Keep the list handy, because you may have a spare 20 minutes and could benefit from reading advice from another writer or freelancer.

My favorite job site is in there (thank you Deborah Ng--I owe you more coffee!), as well as blogs that I've never heard of--like Codswallop, which deals with integrating new technology and even non-technological ideas into freelance work.

I'm glad someone took the time to put this list together, because I sure don't have time to check out a hundred sites per month or season. But I do like cruisin' every once in a while. Someday I may update my keyboard.

The Shroud of Turin: Relic or Gallish Hoax?

The word of the day, boys and girls, is sindonologist. Can you say that with me? Sindonologist.

It means, according to this story on Discovery News, a scholar who studies the Shroud of Turin.

I thought the Shroud had been debunked as a religious artifact (though still impressive as a medieval curiosity), but sindonologists beg to differ. A 12.8 billion-pixel image of the Shroud has been constructed and studies continue--some bent on debunking the debunkers--those nabobs of negativity who put their faith in radiocarbon dating completed in 1988. Those tests relegate the Shroud to the 13th century AD rather than the time of Christ.

A TV show (dare we call it a documentary?) about the new research will air on the Saturday before Easter, the 22nd.



There are several websites devoted to the Shroud: shroud.com, from whence comes this photo; shroud.org and shroudstory.com. The last seems to have the most recent information, and looks professional--just in case you are looking.

Sorry for Lack of Posts

Family emergencies have kept me from posting regularly on this blog this week--and are likely to continue until my newest grandson officially enters the world. My apologies--but I will try to keep up!

Thursday, March 06, 2008

The Biographer's Craft

A new (to me--but it's celebrating its first birthday this month) ezine focused on biographies, from an author's perspective, is worth mentioning. Editor James McGrath Morris fills The Biographer's Craft with:
  • Biography news (in the March issue: A profile of John Heilpern, a look at the craft behind Taking on the Trust: The epic Battled of Ida Tarbell and John D. Rockefeller, a roundup of the year's best biographies)

  • Announcements of upcoming panels and events of interest biographers

  • links to book reviews in Publishers Weekly

  • Research ideas and tips

You can sign up for the monthly ezine or read it at the website: TheBiographersCraft.com

Tuesday, March 04, 2008

Authors Who Lie (and the Readers Who Love Them)

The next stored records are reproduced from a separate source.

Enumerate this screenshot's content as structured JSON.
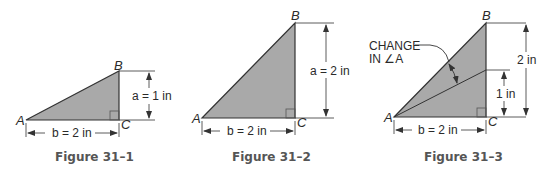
{
  "colors": {
    "fill": "#a9a9a9",
    "stroke": "#333333",
    "text": "#2a2a2a"
  },
  "figures": [
    {
      "caption": "Figure 31–1",
      "vertices": {
        "A": "A",
        "B": "B",
        "C": "C"
      },
      "side_b": "b = 2 in",
      "side_a": "a = 1 in"
    },
    {
      "caption": "Figure 31–2",
      "vertices": {
        "A": "A",
        "B": "B",
        "C": "C"
      },
      "side_b": "b = 2 in",
      "side_a": "a = 2 in"
    },
    {
      "caption": "Figure 31–3",
      "vertices": {
        "A": "A",
        "B": "B",
        "C": "C"
      },
      "side_b": "b = 2 in",
      "height_full": "2 in",
      "height_half": "1 in",
      "annotation_line1": "CHANGE",
      "annotation_line2": "IN ∠A"
    }
  ]
}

Another memoirist has been outed . . . by her own sister, no less!

As all papers and media are reporting, Margaret B. Jones/Margaret Seltzer (real name) wrote a "memoir" titled Love and Consequences, in which she claimed to be a former Blood gang member, and a half-Navajo foster child. The New York Times reviewed her book and ran a profile of her, detailing her (bogus) biography. It was published with a picture: the author and her 8-year-old daughter.

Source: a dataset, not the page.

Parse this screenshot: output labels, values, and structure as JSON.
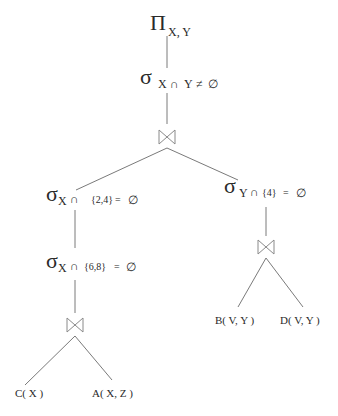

Seltzer's own sister called the Times to tattle. The memoir is fiction. The book is withdrawn and the book signing tour canceled.

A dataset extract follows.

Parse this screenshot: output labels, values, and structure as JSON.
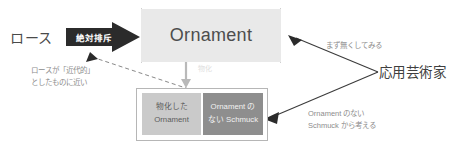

It's probably a good read. Why did the woman have to lie and claim the story was a memoir?

A Million Little Pieces was also a good read--many people told me that. Some folks felt it lost none of its impact for being fiction, rather than pure fact.

And historian Joseph Ellis is still selling books, even though he was caught lying about his non-existent military career. Does he have the credibility he did ten years, though?

Why do people do this? I can understand a writer clicketing away on the PC, losing sight of what's real and what isn't. I can, seriously.

What boggles my mind is when that writer gets up and leaves the computer screen's glow for broad daylight, signs contracts, accepts checks, and somehow decides that in the 21st century, they can lie about their identity and get away with it. That they can be in the national newspapers and no one will call their bluff. That they are teflon, and the career they've worked so hard to build will withstand the charges of "cheat."

When I read their tearful apologies, the words don't seem like blatant dishonesty so much as immaturity. They got carried away; they really didn't expect consequences. Quite ironic in Selzer's case, given the title of her book.